21 JANUARY 1966, Page 26

Salted Almonds

By STRIX

CAGOULARD, bradbury, Menshevik, speakeasy, the Young Marshal, stuka, the `Girl Pat,' snoek, Baillie- Stewart, Yadil, Tishy, Fowler's match, Jix, the Christian General, barrage balloon, 'the Fleet's lit up,' the Prinkipo Conference, the 'Panay,' the Rector of Stiffkey . .

Yes, I know you remem- ber all you need to remember about all these minor, impermanent landmarks in the history of our century. My motive in dredging them arbitrarily from the sump of my mind is to sug- gest that they all have one thing in common; they would all, if they appeared on the printed page, be liable to demand a footnote.

This demand would not arise if you were, say, writing your autobiography. You would then be in complete control of the jewelled prose, and could take time off to clarify obscure references in the text. 'How vividly,' you might for instance write, 'I recall my first meeting with General (later Marshal) Feng Yu-hsiang—better remem- bered, perhaps, as the Christian General, a soubriquet he earned, not merely by his conver- sion to our religion, but by his fervour as a ' proselyte; whether or not it was his invariable. custom to baptise his troops on parade with the ' aid of a hose-pipe (presumably mainly during the summer months; in North China such a ceremony, however devoutly meant, could not have been carried out in winter without some temporary impairment of efficiency among the 'rank and file), it seems certain that he did it at least once in the presence of foreign journalists. But let me describe our first encounter. It was on the railway station at Paotingfu. The Chris- tian General—a veritable giant of a man by Chinese standards; he stood over six feet tall—.

emerged from the private coach attached to his armoured train and . .

No need for a footnote here.* But if you were writing for the general reader a biography, or an historical study of some event within the last fifty years, you would often find yourself quoting from private or official papers, em- bedded in which there might well be references to any (though hardly to all) of the things on my list. Then you would need a footnote.

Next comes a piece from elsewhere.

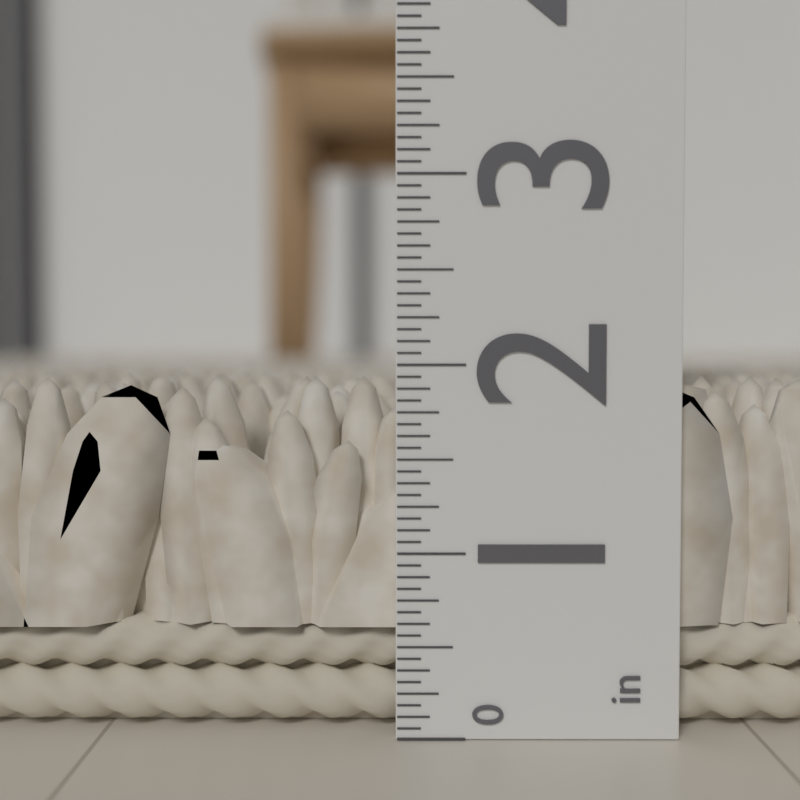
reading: 1.9375 in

But would you be allowed one? Printers abhor footnotes, because they complicate their task; publishers dislike them, because they increase printing costs; and in America, I believe, the use of linotype virtually rules out the footnote in its original form. Moreover, readers, and especially female readers, are supposed to have an allergy for them. Nowadays the chances are that you will be compelled to divorce your foot- notes from the passages which they elucidate and lump them all together in a sort of pound at the end of the book.

This is against the interests both of the author and of his reader. The reader objects to having to look things up, as though he were back at school.. The author, who has been at pains to make his footnotes as interesting as possible, deplores an arrangement which not only loosens his grip on the reader's attention but turns the reader loose in a sort of curiosity shop whose wares may still further distract him; for good footnotes are rather like salted almonds, and if you have access to a quantity at once you tend to scoff the lot.

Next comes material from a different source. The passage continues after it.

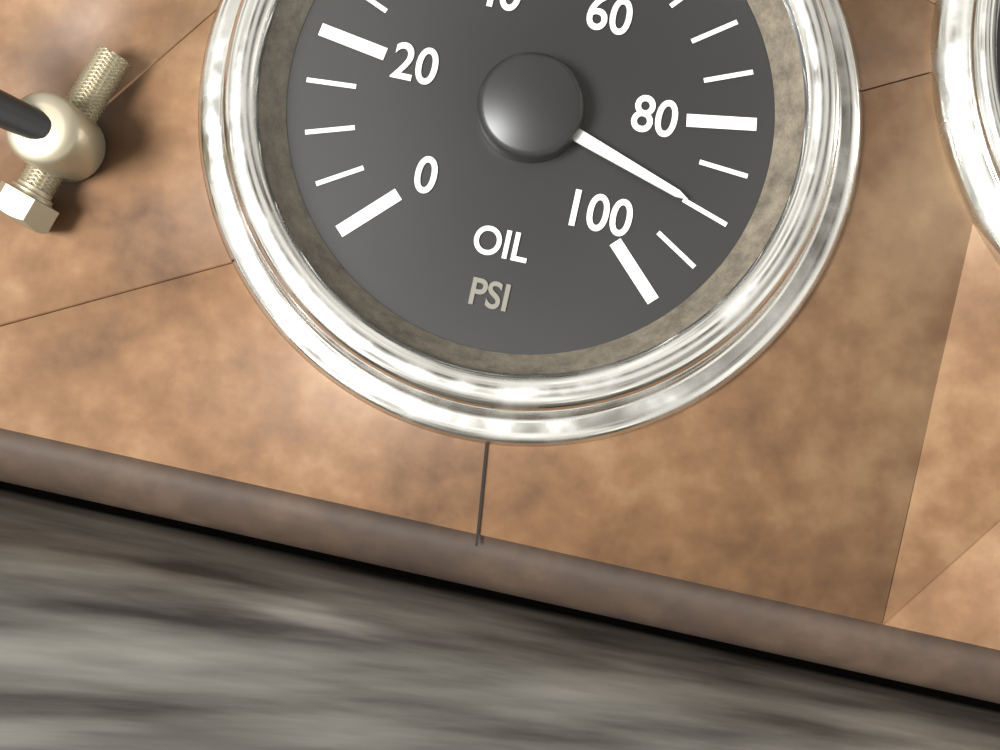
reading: 90 psi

I defy anyone, for instance, who, after re- freshing his memory about the circumstances in which the Prinkipo Conference was (or rather was not) convened, finds immediately below that footnote another summarising the salient features of Fowler's match, not to read on; the effect, as far as the author is concerned, iscomparable tothe effect on a composer if the flute played the final coda during the scherzo.f The whole business is highly unsatisfactory.

Among its other amenities the footnote affords an opportunity for taking earlier authorities on one's subject down a peg and for other forms of by-play. Philip Guedalla left us one very fine example of footnotemanship. As an historio- grapher, he relied extensively on atmosphere and 'colour' (in the journalistic sense). `A light rain uas falling as a coach clattered briskly over the cobbles of the Rue des Ekcassines, to draw up outside the great oak door of No. 31 . . 'The mist lifted an hour before dawn. Under the dripping pine-trees stars, here and there, were reflected in helmet and cuirass ...' His books and chapters tended to open with sentences some- thing like these, and his preoccupation with climatic conditions was one of the idiosyncrasies on which parodists seized.

In The Hundred Days, a short study pub- lished in 1934, be made a small, neat, sly riposte. Sure enough Chapter I began, as though with his trademark: 'The moon rose a little before nine'; but at the end of the book he acknowledged his sources and wound up this necessarily dry appen- dix by making a demure joke at his own expense. The precision of my first sentence,' Guedalla %rote, 'is due to the Astronomer Royal.'

* But stay! Supposing that, before receiving the [alley-proofs of your great work, you came across the curious fact—or such I believe it to be—that the Christian General met his death in a fire on board a Soviet ship in the Black Sea during the last rear: would you not be tempted to convey to the leader this belated intelligence? And would not a Footnote be the handiest means of conveyance?

t1 hope this means what I am told it does. To it means nothing at all.